Saturday, December 02, 2006

A new way forward?

I think the only person more deluded than W. about the hopeless situation in Iraq is Iraq's Prime Minister Nuri al-Maliki. After meeting W. on Thursday, Al-Maliki told ABC News that Iraqis forces would be ready to take over the fight in seven months. "I can say that Iraqi forces will be ready, fully ready to receive this command and to command its own forces, and I can tell you that by next June our forces will be ready." Ready for what? To take on Moqtada al-Sadr's Madhi army? Ready to fight the Sunnis in Anbar province? Ready to take on the Badr brigade in Basra? In which alternate universe does al-Maliki see Iraqi's ragtag army of deserters and Ali Babas taking full control of the security situation by next June? He'll be lucky if he's still the PM by June, never mind being able to extend the writ of the Iraqi government beyond the blast walls of the Green Zone. Doesn't he realize his government exists on paper only?

To paraphrase National Security Adviser Steven Hadley: does this guy really know what's going on, is he lying, or is it that he really believes what he's saying but just doesn't have the power to do anything about it.

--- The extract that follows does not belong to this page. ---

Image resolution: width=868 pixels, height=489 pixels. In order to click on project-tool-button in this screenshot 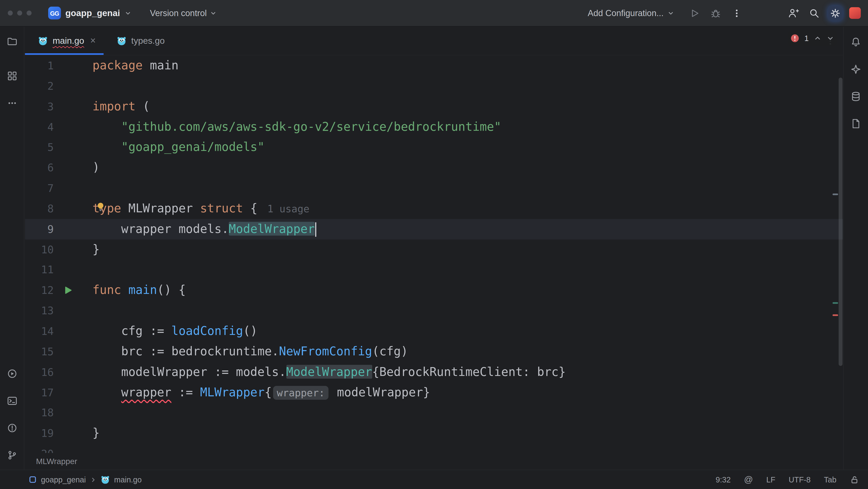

I think the most likely explanation is that he's woefully misinformed. In another less quoted portion of his now infamous leaked memo Steven Hadley writes, "The information he receives is undoubtedly skewed by his small circle of Dawa advisers, coloring his actions and interpretation of reality." If anyone would know about a leader's interpretation of reality being skewed by a small circle of advisers it would be Hadley. He sees it first hand every day at the president's National Security briefing. He could just as easily be talking about W. in this memo.

This president is not only unwilling, but is also unable to make any rational decisions about Iraq policy. The question is can we afford two more years of this? The situation in Iraq goes from bad to horrific and every time you think it couldn't get any worse, it does. Just imagine where we'll be by the time W. is on his way back to the ranch in 2008. Even before the terrible bombing in Sadr City last week, which killed over 200 Iraqis in one day, the death toll for the previous two weeks was over 800. On November 20 AP reported:

"The numbers are staggering: In the last eight days, 715 Iraqis have fallen victim to the country's sectarian bloodbath. They have been beheaded, tortured and blown up while looking for work. They have been shot, kidnapped and felled by mortars. The number of killings in the last eight days is more than all but a few U.S. states see in a year. Iraq's death toll has reached at least 1,320 in November - well above the 1,216 who died in all of October, which was the deadliest month in the country since the Associated Press began tracking the figure in April 2005."

The killing might not be always as spectacular as the bombings in Sadr City, but they are constant and increasing expodentially every day, every week, every month. How long can this go on? And as the Pentagon begins pumping more troops -- sorry, "advisers" -- into Iraq to "train" Iraqi forces the insurgents are, as usual, one step ahead.

Ed Wong in the NYT reports:

"Sunni Arab militant groups suspected of having ties to Al Qaeda in Mesopotamia have established training camps east of Baghdad that are turning out well-disciplined units willing to fight American forces in set-piece battles, American military commanders said Thursday.

American soldiers fought such units in a pitched battle last week in Turki, a village 25 miles south of this Iraqi Army base in volatile Diyala Province, bordering Iran. At least 72 insurgents and two American officers were killed in more than 40 hours of fighting. American commanders said they called in 12 hours of airstrikes while soldiers shot their way through a reed-strewn network of canals in extremely close combat.

Officers said that in that battle, unlike the vast majority of engagements in Diyala, insurgents stood and fought, even deploying a platoon-size unit that showed remarkable discipline. One captain said the unit was in 'perfect military formation.'"

So, just as we're starting to get our act together on fighting an insurgency, some insurgent groups now apparently able to build bases and actually train troops in traditional military techniques!

But, not to worry, Steven Hadley says the president has now realized that "things are not proceeding well enough or fast enough in Iraq." So he's begun trying to find a "new way forward." That's great, but do we really believe it, and if it is true W. is going to turn a new leaf on Iraq, then why has it taken almost four years and the deaths of 2,901 US deaths to get him to this point?